In Thierache they are not very fond of the custom-house officers, for everybody, high or low, profits by smuggling; thanks to which many articles, and especially coffee, gunpowder and tobacco are to be had cheap. It may here be stated that on that wooded, broken country, where the meadows are surrounded by brushwood, and the lanes are dark and narrow, smuggling is chiefly carried on by means of sporting dogs, who are broken in to become smuggling dogs. Scarcely an evening passes without some of them being seen, loaded with contraband, trotting silently along, pushing their noses through a hole in a hedge, with furtive and uneasy looks, and sniffing the air to scent the custom-house officers and their dogs. These dogs also are specially trained, and are very ferocious, and easily rip up their unfortunate congeners, who become the game instead of hunting for it.
Now, nobody was capable of imparting this unnatural education to them so well as “the man with his dogs,” whose business consisted in breaking in dogs for the custom-house authorities, and everybody looked upon it as a dirty business, a business which could only be performed by a man without any proper feeling.
“He is a men’s robber,” the women said, “to take honest dogs into nurse, and to make a lot of Judas’s out of them.”
While the boys shouted insulting verses behind his back, the men and the women abused him, but no one ventured to do it to his face, for he was not very patient, and was always accompanied by one of his huge dogs, and that served to make him respected.
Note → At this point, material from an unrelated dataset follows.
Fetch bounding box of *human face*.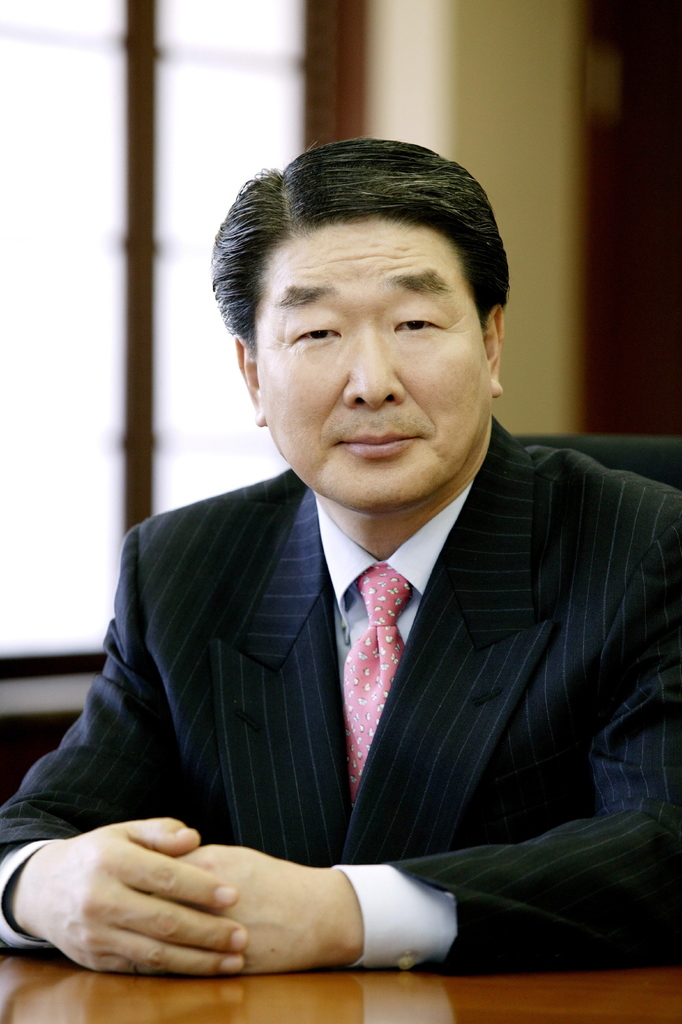
Bbox: rect(258, 209, 486, 505).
Certainly, without that bodyguard, he would have had a bad time of it, especially at the hands of the smugglers, who had a deadly hatred for him. By himself, and in spite of his quarrelsome looks, he did not appear very formidable, for he was short and thin, his back was round, his legs were bandy, and his arms were as long and as thin as spiders’ legs, and he could easily have been knocked down by a back-handed blow or a kick. But then, he had those confounded dogs which interfered with the bravest smugglers. How could they risk even a thrust when he had those huge brutes, with their fierce and bloodshot eyes, and their square heads, whose jaws were like a vise, with enormous white teeth, that were as sharp as daggers, and whose huge molars crunched up beef-bones to a pulp with them? They were wonderfully broken in, were always by him, obeyed him by signs, and were taught, not only to worry the smugglers’ dogs, but also to fly at the throats of the smugglers themselves.
The consequence was that both he and his dogs were left alone, and people were satisfied in calling them names and sending them all to Coventry. No peasant ever set foot in his cottage, although Bistaud’s wife kept a small shop and was a handsome woman, and the only persons who went there were the custom-house officers. The others took their revenge on them all by saying that the man with the dogs sold his wife to the custom-house officers, like he did his dogs.